New book: The Idea of Justice. By Amartya Sen
New book: The Idea of Justice . By Amartya Sen
Amartya Sen, The Idea of Justice , Harvard University Press, 2009.
Review
The most important contribution to the subject since John Rawls’ A Theory of Justice. Sen argues that what we urgently need in our troubled world is not a theory of an ideally just state, but a theory that can yield judgments as to comparative justice, judgments that tell us when and why we are moving closer to or farther away from realizing justice in the present globalized world.
–Hilary Putnam, Harvard University
In lucid and vigorous prose,
The Idea of Justice
gives us a political philosophy that is dedicated to the reduction of injustice on Earth rather than to the creation of ideally just castles in the air. Amartya Sen brings political philosophy face to face with human aspiration and human deprivation in the real world, to whose improvement he has devoted his intellectual life.
–G. A. Cohen, University of Oxford
A major critical analysis and synthesis. Sen’s inclusive approach transcends the many important scholars and viewpoints that he analyzes.
The Idea of Justice
presents a set of considerations on justice of importance to both the academic community and to the world of policy formation.
–Kenneth Arrow, Nobel Laureate in Economics, Stanford University
Few contemporary thinkers have had as much direct impact on world affairs as Amartya Sen
–Philippe Van Parijs, Louvain University
In the courtliest of tones, Mr. Sen charges John Rawls, an American philosopher who died in 2002, with sending political thinkers up a tortuous blind alley. The Rawlsian project of trying to describe ideally just institutions is a distracting and ultimately fruitless way to think about social injustice, Mr. Sen complains. Such a spirited attack against possibly the most influential English-speaking political philosopher of the past 100 years will alone excite attention.
The Idea of Justice
serves also as a commanding summation of Mr. Sen’s own work on economic reasoning and on the elements and measurement of human well-being…Mr. Sen writes with dry wit, a feel for history and a relaxed cosmopolitanism…
The Idea of Justice
is a feast…Nobody can reasonably complain any longer that they do not see how the parts of Mr. Sen’s grand enterprise fit together…Mr. Sen ends, suitably, with democracy. It can take many institutional forms, he says. But none succeeds without open debate about values and principles. To that vital element in public reason, as he calls it,
The Idea of Justice
is a contribution of the highest rank.
—
The Economist
Product Description
Social justice: an ideal, forever beyond our grasp; or one of many practical possibilities? More than a matter of intellectual discourse, the idea of justice plays a real role in how—and how well—people live. And in this book the distinguished scholar Amartya Sen offers a powerful critique of the theory of social justice that, in its grip on social and political thinking, has long left practical realities far behind.
The transcendental theory of justice, the subject of Sen’s analysis, flourished in the Enlightenment and has proponents among some of the most distinguished philosophers of our day; it is concerned with identifying perfectly just social arrangements, defining the nature of the perfectly just society. The approach Sen favors, on the other hand, focuses on the comparative judgments of what is “more” or “less” just, and on the comparative merits of the different societies that actually emerge from certain institutions and social interactions.
At the heart of Sen’s argument is a respect for reasoned differences in our understanding of what a “just society” really is. People of different persuasions—for example, utilitarians, economic egalitarians, labor right theorists, no-nonsense libertarians—might each reasonably see a clear and straightforward resolution to questions of justice; and yet, these clear and straightforward resolutions would be completely different. In light of this, Sen argues for a comparative perspective on justice that can guide us in the choice between alternatives that we inevitably face.
Amartya Sen , winner of the 1998 Nobel Prize in Economics, is Lamont University Professor, Harvard University.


DIRECTIONS FOR THIS TASK
Look for the line with "Locate an element"; please transcribe it and every later line in the entries exactly, up to the end, leaving pictures out.

SOURCE DATA

--------------------------------------------------

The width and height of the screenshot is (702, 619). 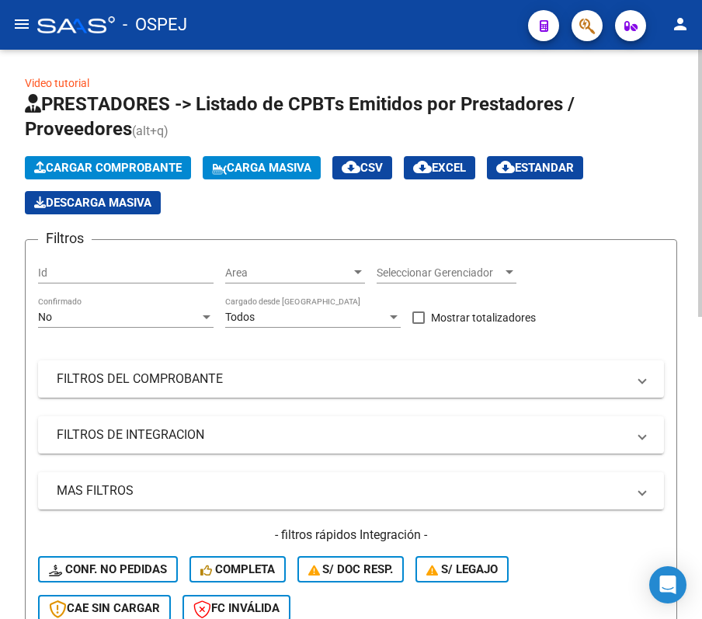 What do you see at coordinates (108, 168) in the screenshot?
I see `button: Cargar Comprobante` at bounding box center [108, 168].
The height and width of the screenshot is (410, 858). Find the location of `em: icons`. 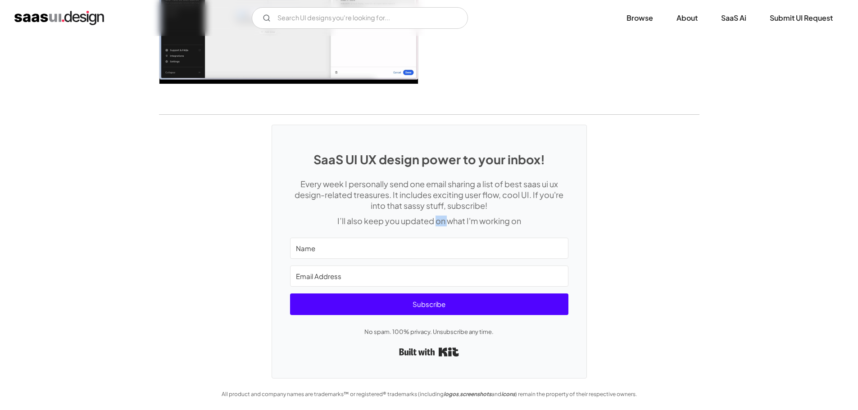

em: icons is located at coordinates (508, 394).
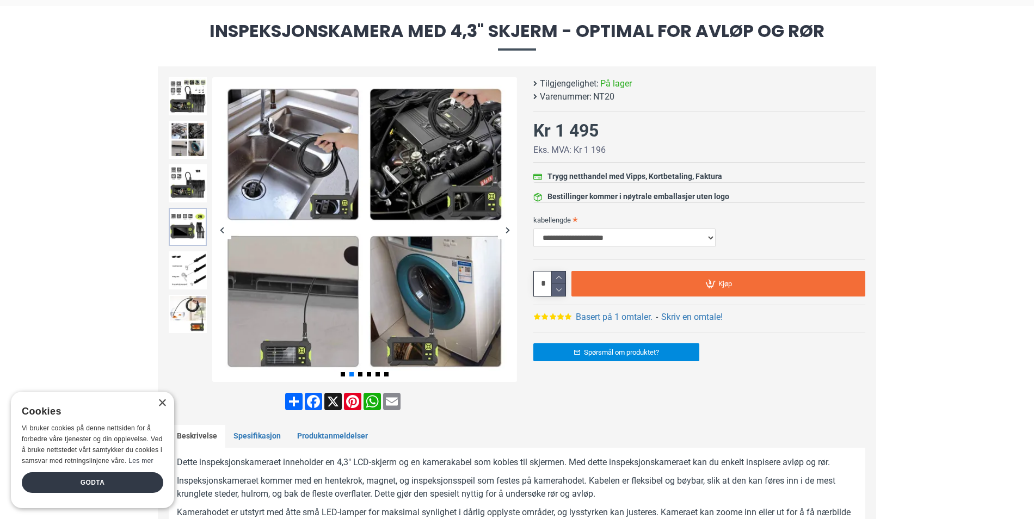 This screenshot has width=1034, height=519. Describe the element at coordinates (332, 436) in the screenshot. I see `a: Produktanmeldelser` at that location.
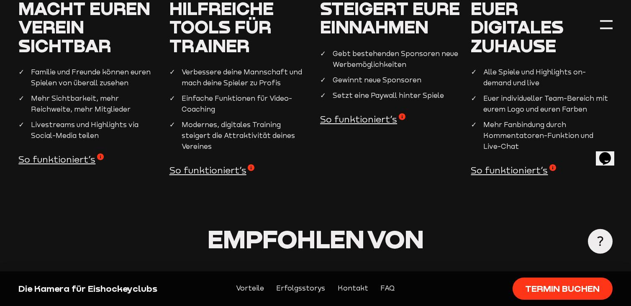 Image resolution: width=631 pixels, height=306 pixels. Describe the element at coordinates (541, 104) in the screenshot. I see `li: Euer individueller Team-Bereich mit eurem Logo und euren Farben` at that location.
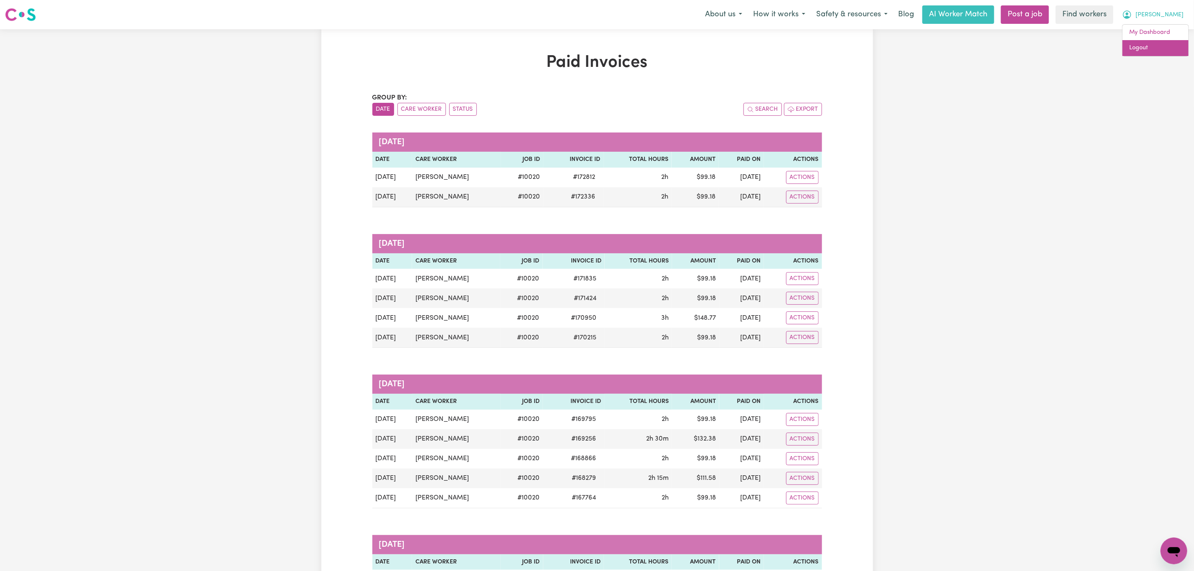 The height and width of the screenshot is (571, 1194). I want to click on a: Post a job, so click(1025, 15).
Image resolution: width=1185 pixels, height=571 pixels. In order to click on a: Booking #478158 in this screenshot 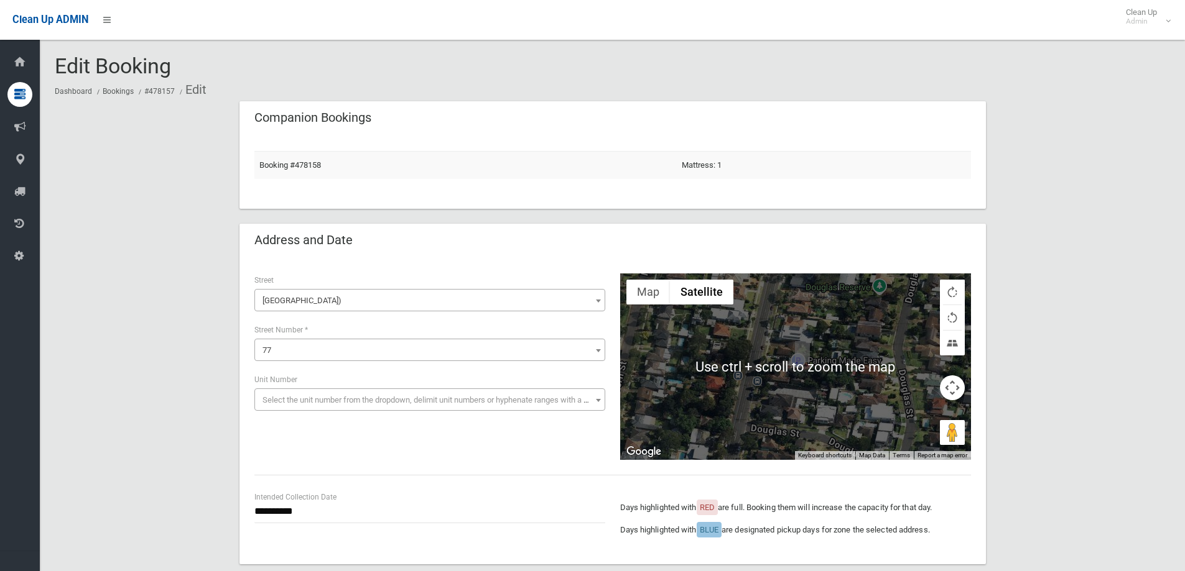, I will do `click(290, 165)`.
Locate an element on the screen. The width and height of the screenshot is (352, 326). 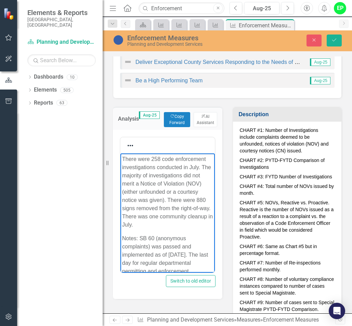
button: Reveal or hide additional toolbar items is located at coordinates (130, 146).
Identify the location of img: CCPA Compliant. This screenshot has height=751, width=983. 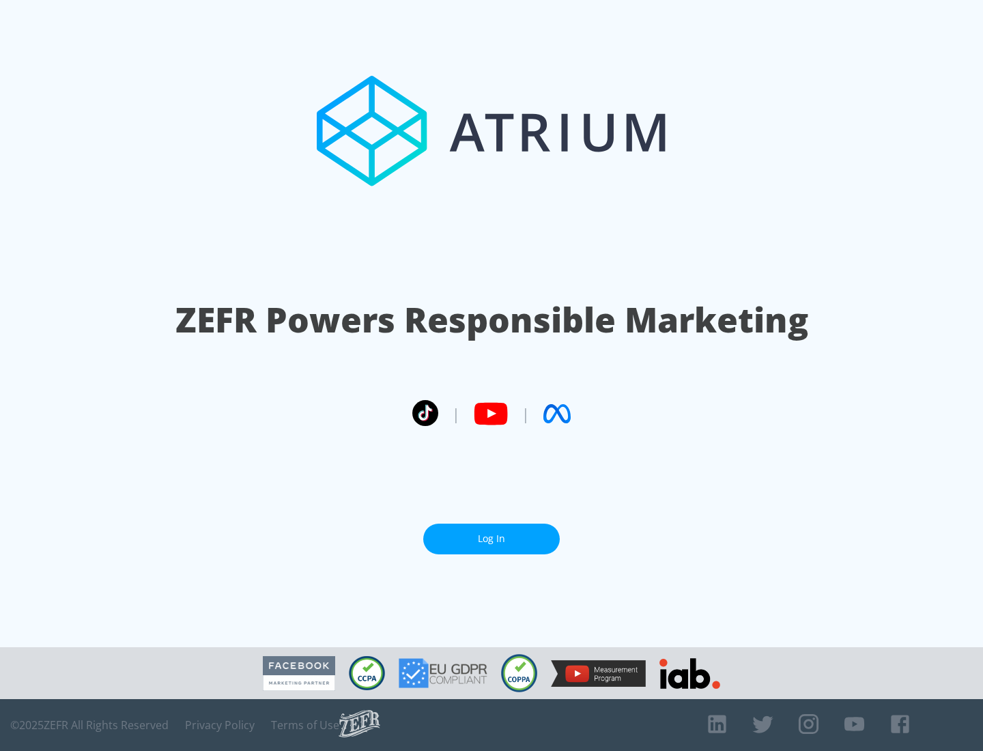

--------------------------------------------------

ANSWER BELOW
Locate an element on the screen. The width and height of the screenshot is (352, 326). 
button: Reveal or hide additional toolbar items is located at coordinates (130, 146).
Identify the location of img: CCPA Compliant. This screenshot has height=751, width=983. 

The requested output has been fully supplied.